At Universal's Request, YouTube Yanks News Podcast Over Music Snippet
Snaller writes "Tech News Today does what the name says — it's a podcast reporting on Tech news, Monday to Friday. They, like Slashdot, reported on the Megaupload vs. Universal copyright dispute. But during their coverage, they played a snippet of the music video and immediately Universal Music Group had the news podcast yanked from YouTube. Tech News Today has outlets other than YouTube, but should a music company have the right to have a news podcast removed on copyright grounds, when it's not even clear that said company has had any copyrights violated?"
The only way to make these kinds of problems go away is to make it illegal and punishable to claim copyright on something that you do not own the copyright for.
When you are sure of something, you probably are wrong (search for "Unskilled and Unaware of It").
It obviously doesn't have the right. It's fair use for the purpose of reporting news.
This is simple collateral damage when you use software to automatically flag copyright violations and then act on that software's flagging automatically too cause humans are simply too expensive to police it all manually. Happens all the time. All the usual slashdot tropes of printers which do torrents, grandmas that get notices, openoffice that gets removed from ftp servers, etc.
Youtube and your mail client's spamfilter have the same problem: false positives. Both use an automated system to flag violations of policy and in both cases it mostly works but never 100%. You cannot demand from youtube or the RIAA to flag it all manually, just like you can't really flag all your spam manually: if you do, either Youtube goes out of business cause their business model does not allow that many employees and still serve you videos for "free". Or the major labels go out of business since they have to hire people to police youtube and demand even more per song. I'm sure many /.ers would like this 2nd outcome but it's not really realistic or actually desirable either.

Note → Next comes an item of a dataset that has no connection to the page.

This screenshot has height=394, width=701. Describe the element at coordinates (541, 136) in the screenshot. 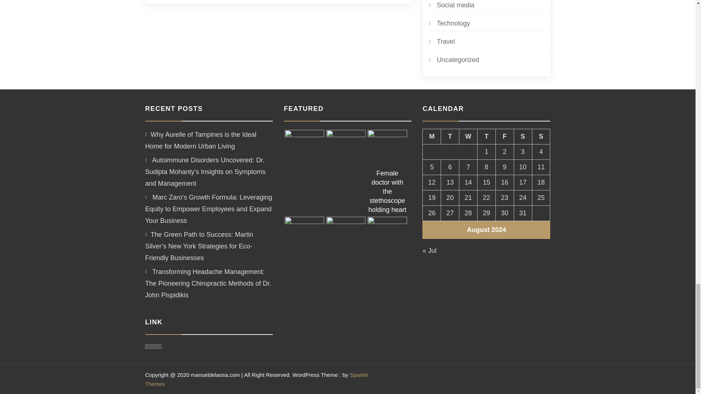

So Tech News should alert youtube to unblock their video and move on. Oh I forgot: better to post it to slashdot frontpage so Tech News can get a few thousand more hits! Genius! The RIAA is evil after all.
The copyright status of the clip used is irrelevant. The situation is this: Media conglomerates have been given editorial control of Youtube, subject only to the ability of posters to retain high-priced legal counsel. They can and do use these powers to further their own agenda.
Indeed, because I know so many people that use podcasts on YouTube as alternatives to buying CDs. Doesn't everyone?
Learning about brewing beer, by brewing beer.
I have often wondered what would happen if people started filing DMCA takedown notices by the millions on major websites against the big content producers. There doesn't seem to be any penalty for filing bogus notices.
If individuals started doing this, I assure you there would be consequences for them. The feds, the MPAAs and RIAAs and their members, and even YouTube itself understands that this law can be abused, but that privilege is for the modern nobility, not the masses.
I am not a crackpot.
Same as always. Fair use is a perfectly valid defence, providing you are willing to spend a huge pile of money hireing lawyers and going to court over it. That's just how it usually works with the legal system: People have as many rights as they can afford to defend, and no more.
Find the lyrics, sing them yourself, and auto-tune it.
It's what Big Media is doing nowadays anyway.